Visual design in this year's Oscar nominees It’s the Oscars this weekend, and most of the buzz is about the acting honors and the horse race for best picture. But there’s a whole community in LA that will be watching for winners in the below-the-line categories whose creative talents do not typically become household names. That includes sound, editing, and the production and set design that can make or break a movie.
Bridges and Walls: LA River, part 1 Eighty years ago this week, rain poured down on Los Angeles. Floods washed out roads, bridges and thousands of homes. The devastation led to total channelization that would forever shape -- and divide -- Los Angeles. Now efforts are underway to build new bridges, bring back wildlife and forge new connections at the LA River. But with those efforts come anxiety about change.

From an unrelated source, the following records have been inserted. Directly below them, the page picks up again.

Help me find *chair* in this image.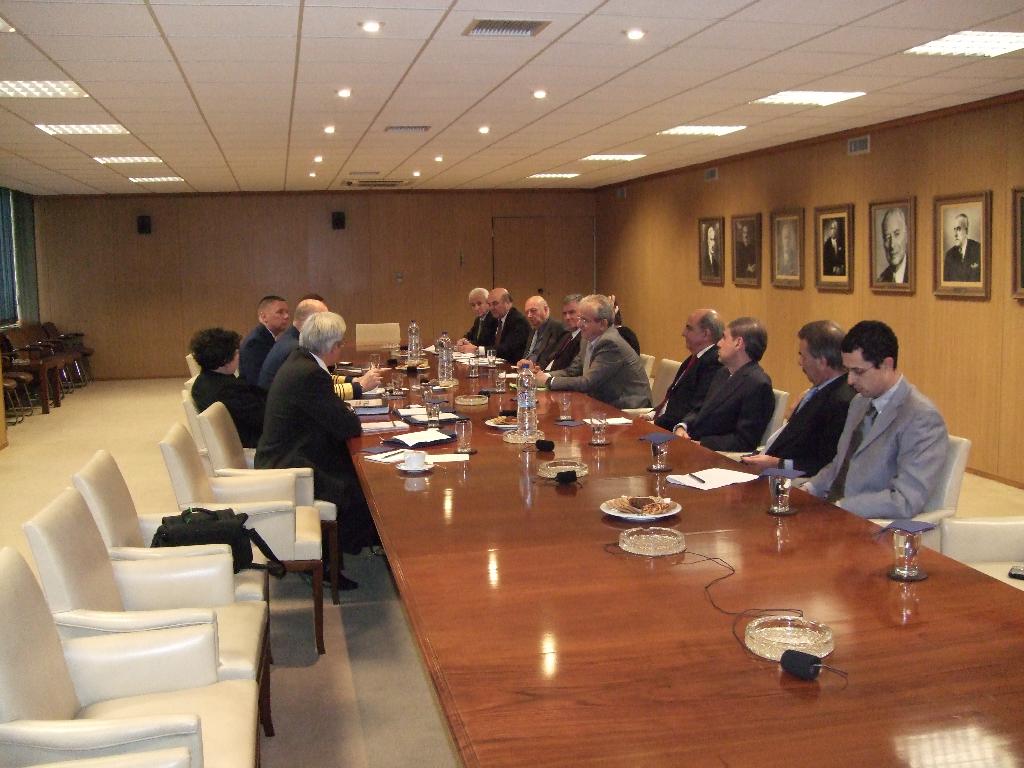
Found it: BBox(0, 544, 260, 767).
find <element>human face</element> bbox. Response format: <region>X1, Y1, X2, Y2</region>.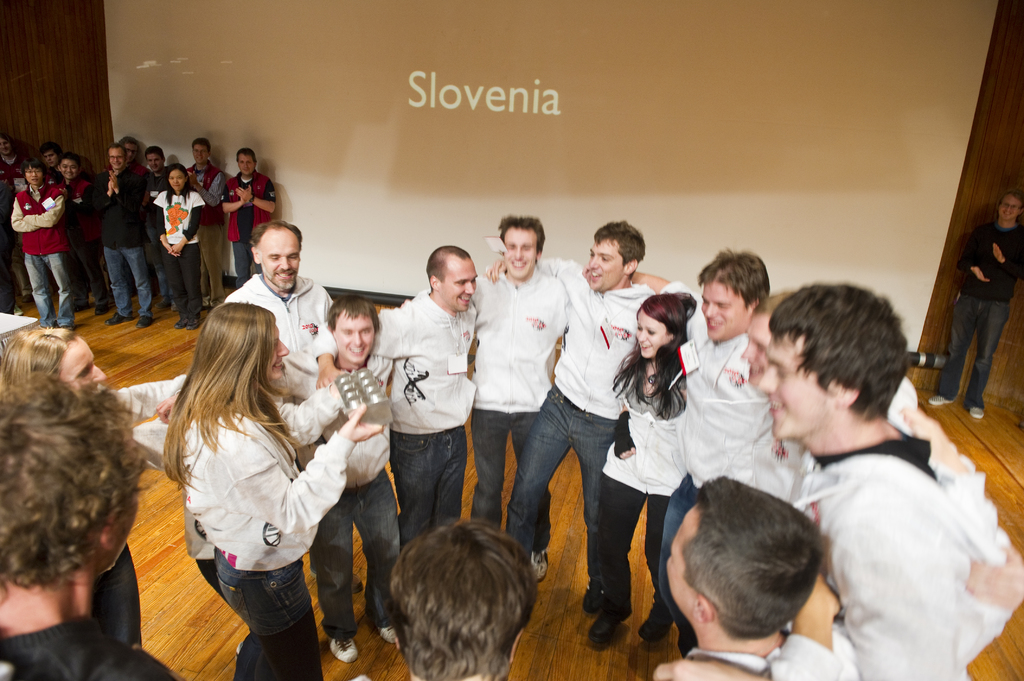
<region>758, 330, 832, 440</region>.
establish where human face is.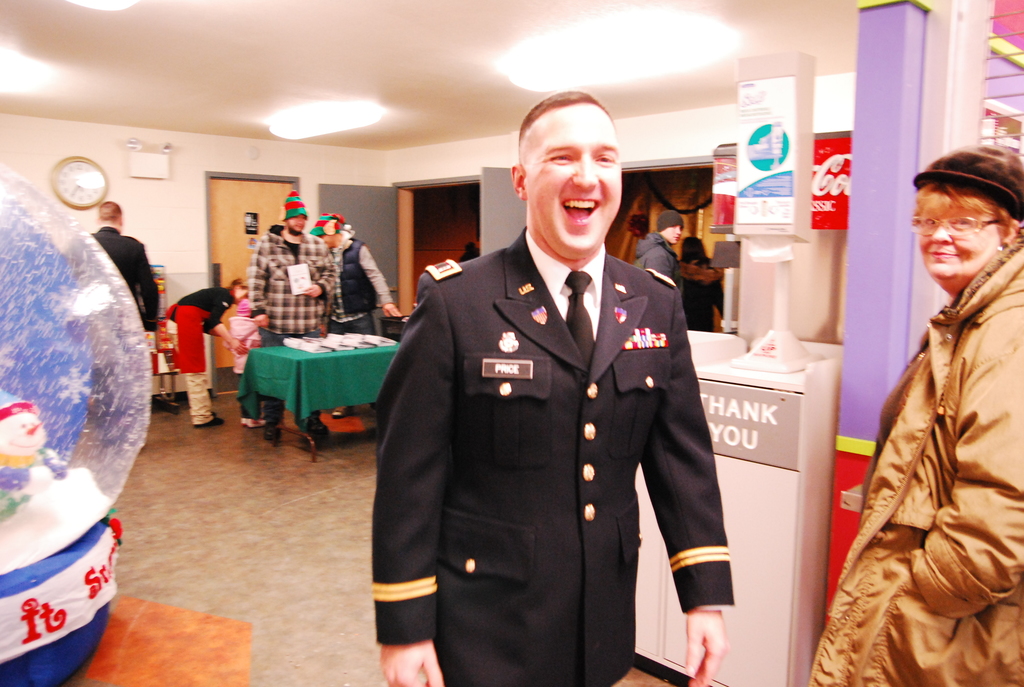
Established at bbox(520, 105, 620, 262).
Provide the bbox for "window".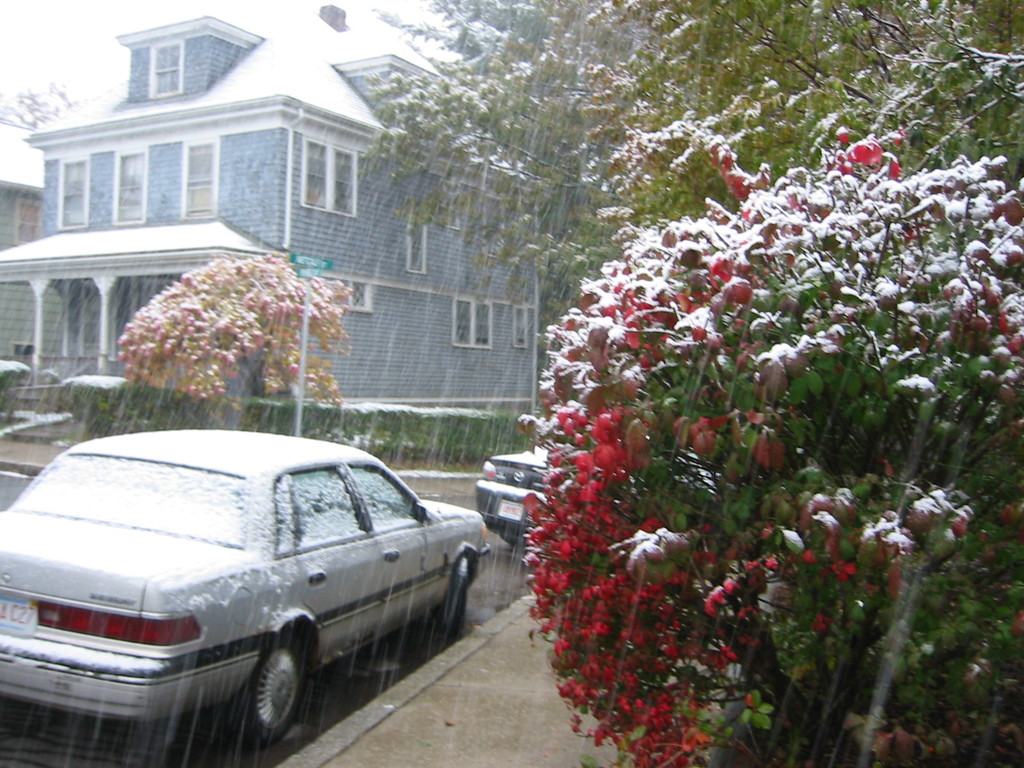
153:47:182:98.
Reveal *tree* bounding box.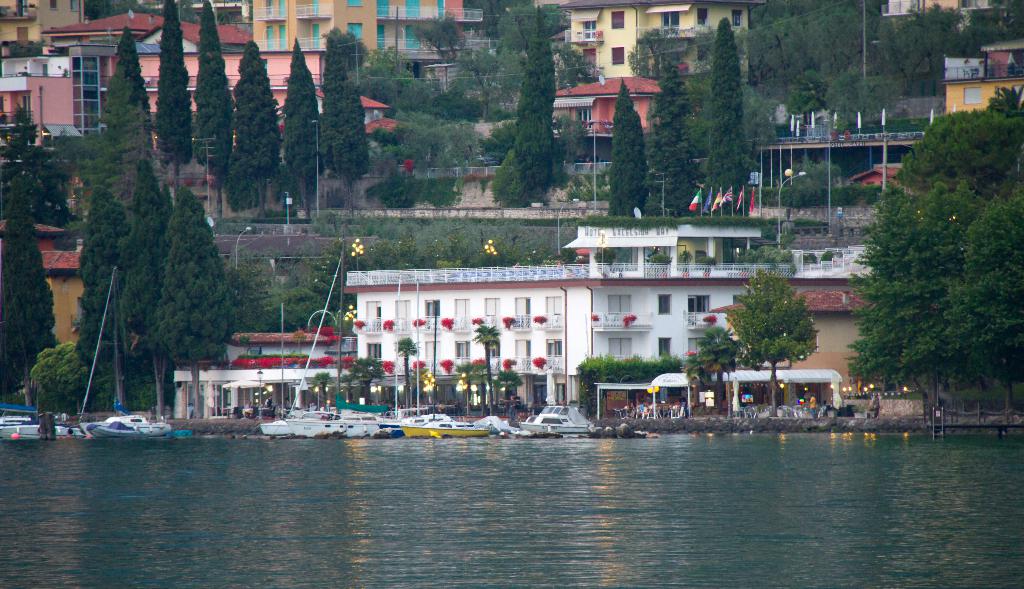
Revealed: [31,342,112,410].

Claudio Magris: Blameless In Claudio Magris' Blameless, a museum of the implements of war and destruction is created to inspire peace. But this conversation is not just about war and peace.
Farewell LA freeways, Peter Shire is back Angelenos don't want more freeways but we seem not to want mass transit either. Metro has killed the 710 freeway extension, and bus and train ridership is down across the region. What's the future of getting around in LA? And, Peter Shire is having a comeback. What attracts a new generation to his playful ceramics and furniture?

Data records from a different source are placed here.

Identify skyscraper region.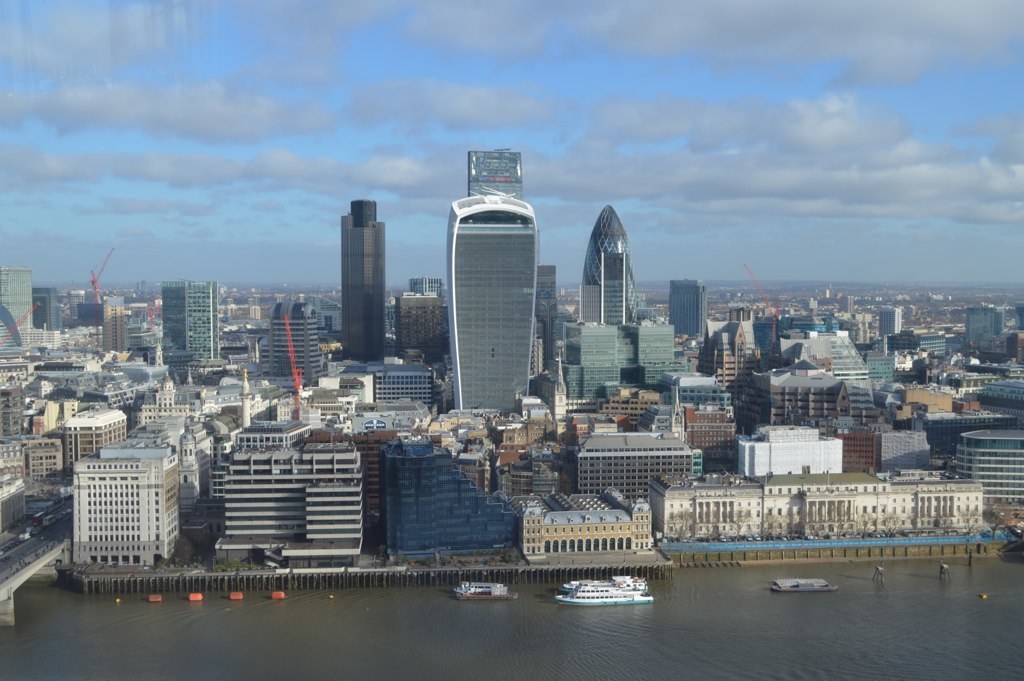
Region: box(0, 356, 122, 531).
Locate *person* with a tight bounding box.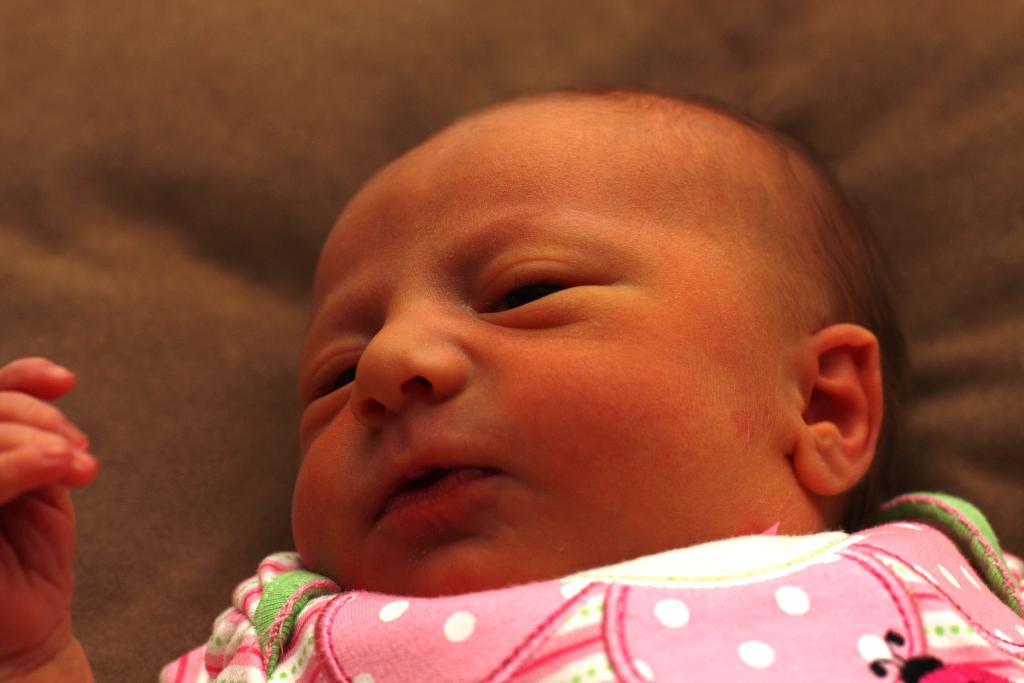
(x1=0, y1=79, x2=1022, y2=682).
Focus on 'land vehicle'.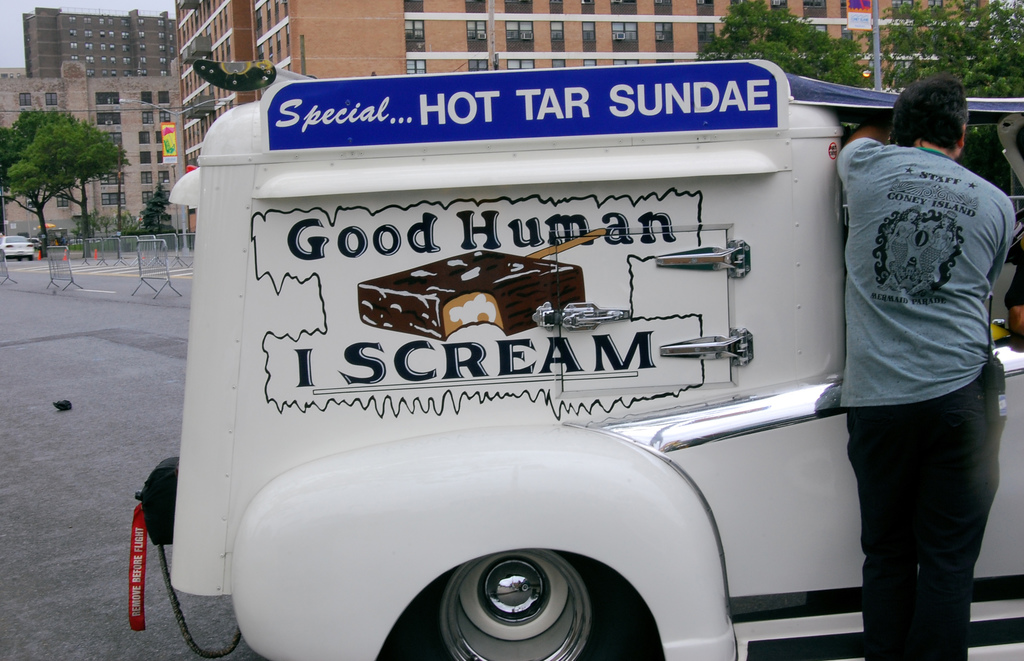
Focused at (x1=137, y1=31, x2=892, y2=647).
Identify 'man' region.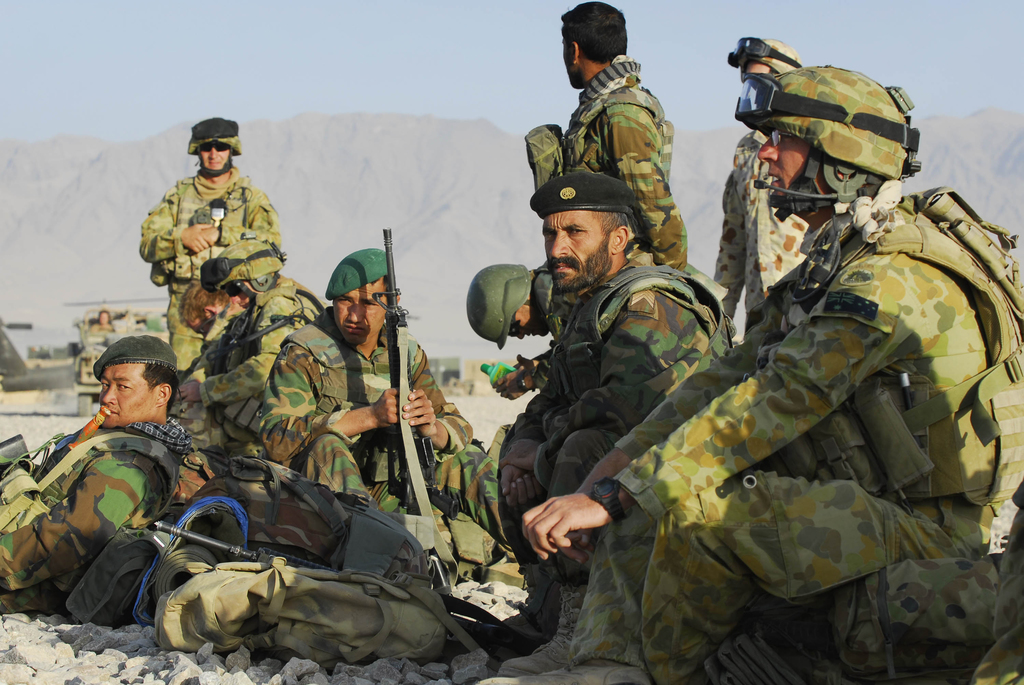
Region: [left=461, top=165, right=734, bottom=563].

Previewing James Comey's blockbuster testimony Former FBI director James Comey testifies Thursday in front of the Senate Intelligence Committee, but his opening statement has been released. In it, he says he felt pressured by Donald Trump to declare loyalty to him and publicly clear him of any wrongdoing in the Russia investigation.
Accusations of lying fly between James Comey and White House During his testimony Thursday, former FBI Director James Comey accused President Trump and other White House officials of lying when they said the FBI was in disarray and its staff had lost confidence in him. President Trump’s lawyer said Comey was wrong -- that the president never asked for his loyalty, and never asked him to back off the investigation into former NSA director Michael Flynn.